By Jennifer Learn-Andes jandes@timesleader.comLuzerne County Reporter
Shickshinny and Township are proving it pays to be proactive when applying for disaster funding to buy out flood-prone homes.
Seventeen flood-prone properties in Plymouth Township were bought out by the government and demolished in 2007, and another 30 buyouts are in the works, a municipal official said.
A government buyout of another 21 properties in Shickshinny is also pending, the borough said.
Meanwhile, recent flood victims in several other municipalities have been questioning their inability to get bought out.
The pending buyouts in both municipalities stem from an application made in 2010.
Funding to buy and demolish flood-prone properties becomes available in any municipality when there’s a federal disaster declaration somewhere in the state.
The county sent letters to all municipalities with structures that have been flooded around July 2010 to inform them that flood buyout money was available due to snow events in western Pennsylvania that February.
Plymouth Township and Shickshinny were the only municipalities to apply in 2010, county Flood Protection Authority Chairman Stephen A. Urban and authority Executive Director Jim Brozena said during Tuesday’s authority meeting.
Federal, state funding
The federal government is funding 75 percent of these buyouts, and the state picks up the rest of the tab, Brozena said.
Shickshinny received notice last month that its 2010 request for 21 buyouts was approved, said borough secretary/treasurer Melissa Weber, who is also the borough’s agent for the buyout program.
The Pennsylvania Emergency Management Agency (PEMA) ultimately decides which properties are approved for the buyout, Weber said.
Borough officials chose to seek buyouts for the benefit of property owners, even though the loss of tax revenue and residents hurts the municipality, Weber said.
Municipalities must accept ownership and maintain the properties, with the agreement that the sites will never be developed, Weber said.
“It’s a burden for the municipality, but Shickshinny has historically taken the residents’ needs into account first and foremost,” she said.
Plymouth Township Supervisor Gale Conrad said the 17 buyouts and demolitions in the township in 2007 stemmed from an application made after a federal disaster declaration in 2006. The government provided roughly $1.3 million to acquire and tear down those properties, she said.
The pending demolition of another 30 properties will create a void, but the township is putting residents first, she said.
“You have buyouts to help folks, which is very important, but there go your tax dollars and residents,” Conrad said.
She stressed the township will aggressively seek any additional funding for buyouts that becomes available as a result of recent federal disaster declarations from Hurricane Irene and Tropical Storm Lee.
More alerts planned
County officials said they will again issue letters to all municipalities to alert them of buyout application deadlines for these disasters.

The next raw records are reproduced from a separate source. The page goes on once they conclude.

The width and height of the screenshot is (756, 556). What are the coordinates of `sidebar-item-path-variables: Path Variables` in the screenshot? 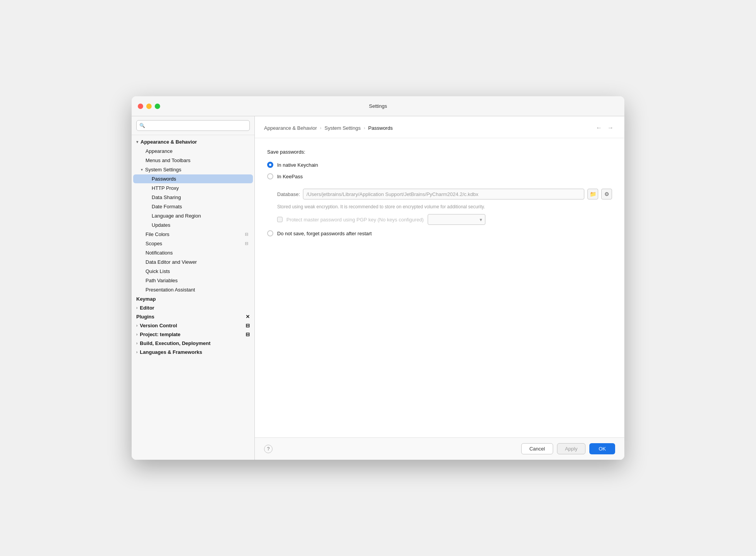 It's located at (193, 280).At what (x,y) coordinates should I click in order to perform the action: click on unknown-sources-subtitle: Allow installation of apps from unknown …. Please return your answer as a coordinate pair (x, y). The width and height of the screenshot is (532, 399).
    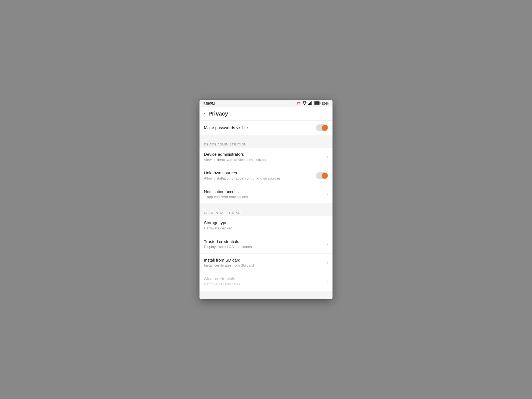
    Looking at the image, I should click on (260, 178).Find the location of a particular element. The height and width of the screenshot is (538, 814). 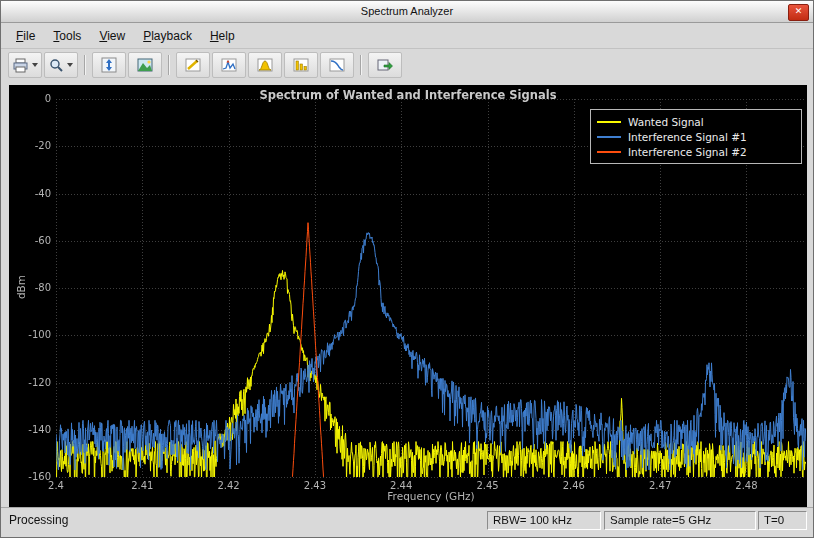

channel-measurements-button is located at coordinates (265, 65). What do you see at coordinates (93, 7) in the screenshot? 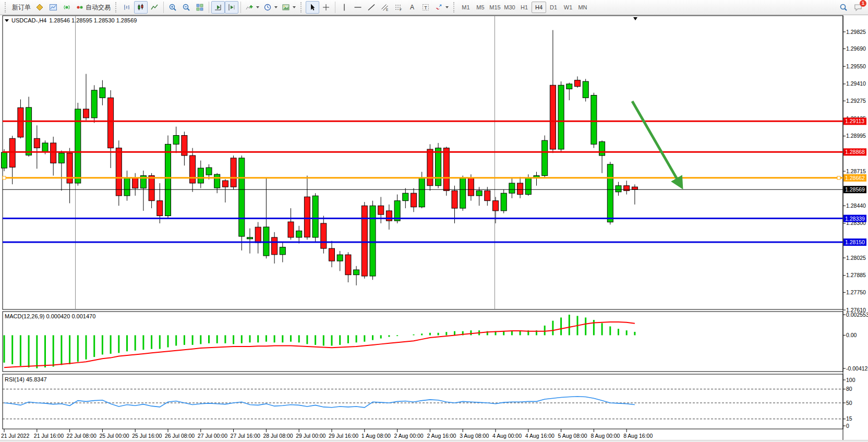
I see `autotrading-button: 自动交易` at bounding box center [93, 7].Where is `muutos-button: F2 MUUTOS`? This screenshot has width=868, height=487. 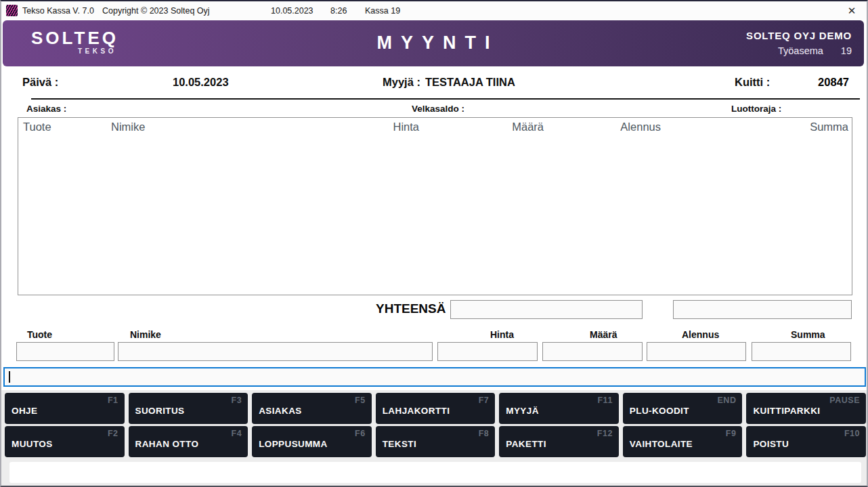
muutos-button: F2 MUUTOS is located at coordinates (65, 442).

The county oversees a different buyout program set up to help municipalities along the Susquehanna River that aren’t protected by the Wyoming Valley levee, and about 300 properties are on this buyout waiting list in the county.
About 15 properties in Shickshinny, Plymouth Township and Jenkins Township were bought out through the program in recent years, but buyouts have slowed because the federal government has not provided roughly $15 million earmarked for the program, Brozena said.
“In the last few years when we requested federal appropriations, we haven’t received the money, which is why we haven’t been able to move on mitigation projects,” he said.
New buyout requests won’t be added because the remaining $15 million won’t come close to funding the pending projects, Brozena said.
The county has roughly $2 million for the program, and Urban said he’d like to use the money to acquire some of the properties on the waiting list, especially ones that are no longer livable.
The $2 million isn’t just for Luzerne County, Brozena said. He said it must be shared with four other counties that are part of the county’s hazard mitigation program -- Columbia, Montour, Northumberland and Snyder.
Another 300 projects, mostly buyouts, are also on the waiting list in the other four counties, he said.